Inspired by Roger and others, I'm making a SAWPPY-Alike rover, adding my own tweaks and mods.

steveSteve 08/05/2020 at 01:550 Comments

I've decided to plant a flag on some of the 3D-printed aspects of Tenacity, makes notes to myself(and here) and move on. I've got lots left to do and can't really do it when axles snap every 10-30 minutes. I've been working on Tenacity for a bit over a year now and have been through a bunch of iterations of the drive, steering and suspension components and am ready to move on. 

So, the question is:
Can you, in 2020, 3D-print yourself a robot that weighs almost 20 lbs and have it support its own weight and move around ? 
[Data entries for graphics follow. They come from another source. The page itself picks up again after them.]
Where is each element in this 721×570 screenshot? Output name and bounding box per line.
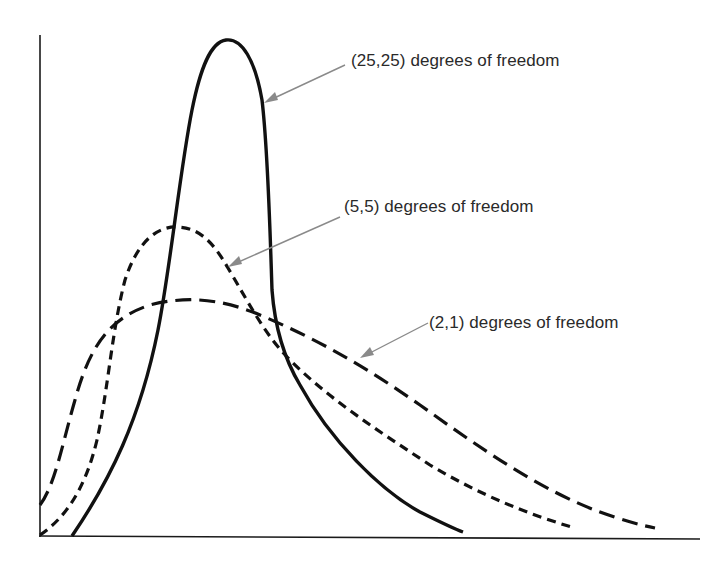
label-5-5-dof: (5,5) degrees of freedom xyxy=(344,197,534,217)
label-25-25-dof: (25,25) degrees of freedom xyxy=(351,51,560,71)
arrow-5-5 xyxy=(228,217,340,267)
curve-25-25-dof xyxy=(72,40,463,536)
arrow-25-25 xyxy=(264,65,345,103)
curve-5-5-dof xyxy=(40,227,575,535)
f-distribution-chart xyxy=(0,0,721,570)
arrow-2-1 xyxy=(360,323,428,358)
curve-2-1-dof xyxy=(40,300,655,528)
label-2-1-dof: (2,1) degrees of freedom xyxy=(429,313,619,333)
x-axis xyxy=(39,536,700,539)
I'm going to answer that with a qualified "Yes". First, you're not going to do it  just with PLA, or even just with PETG. You will need Nylon or some sort of Nylon-like blend for load-bearing parts and even then you're going to be replacing long, thin parts pretty often. But Tenacity did take its first rolls on all 3D-printed parts, except for the 1515 Aluminum body frame, center suspension rod and various nuts and bolts. I was able to set it down on the ground and the rocker-bogie shafts and the axles on the wheels and the corner steering all bore the weight of the rover.

So, where I'm going from here is moving back over to metal for the long, thin parts like the axles and shafts(about which in the next post) because as much as I've enjoyed being a total materials geek, I really need to get to where I can have Tenacity reliably rolling around and start testing some software, get the ROS stack firmed up, etc.   I'm excited that I got as far as I did, and certainly just having the printed parts get me this far has really helped bring my version of SAWPPY to life.


MaterialPartResultLongevity           
Notes
ABS Steering & Drive shafts
Snapped off clean.       
A few hours
These snapped  when going over a hard bump.
Sometimes along the retainer ring slot, but more often where the part was held by a set-screw.
Carbon Fiber-Nylon blend(NylonX)
Rocker & Bogie shafts, steering shafts,
Deflected, but held up the weight of the whole rover. Broke under shocks/stress.
Static:Indefinite
Rolling/Operational: 10-30 minutes
These snapped at the retainer-ring slots as the rover entered a turn at speed and the weight/stress shifted to one side.
Nylon, even with carbon-fiber stiffening, really wants to be part of an object with some "bulk" and not a long, thin part.
Carbon Fiber-Nylon blend(NylonX)                                                                                  
Drive & Steering Shafts, motor couplers, wheel hubs.
Steering shafts: Last longer than the rocker/bogie ones, but still eventually snapped.

Motor shafts/axles: Rarely broke, deflected a bit.
Steering : Hours to days.
Motor/Drive axles:
Indefinite
The motor/drive axles are the real success story here. They are short enough to cross some sort of mechanical stress and volume threshold, even when the rover was going along at a good clip and swerving into turns, with  the steering servos twitching left and right.
I think I replaced maybe one or two of them and on analysis, found them to not have been printed at 100% infill. The solid ones didn't break.

The couplers and wheel hubs were also pretty indestructable and are still in place.
Again, chunky, substantial parts vs. long, thin ones.
Polycarbonate (PC)                                            
Drive & Steering shafts, motor couplers, Wheel hubs.
Split or shattered within minutes, sometimes even when a set-screw was being tightened. Even at 100% infill. MinutesThe PC is the one material that was an unqualified failure.
I thought it might provide the stiffness that the NylonX was lacking, but for this application it was just brittle. I gave up when a coupler cracked while tightening the set-screw against the motor shaft.

PC might be good for drone frames or something, but it's not good at this scale or application.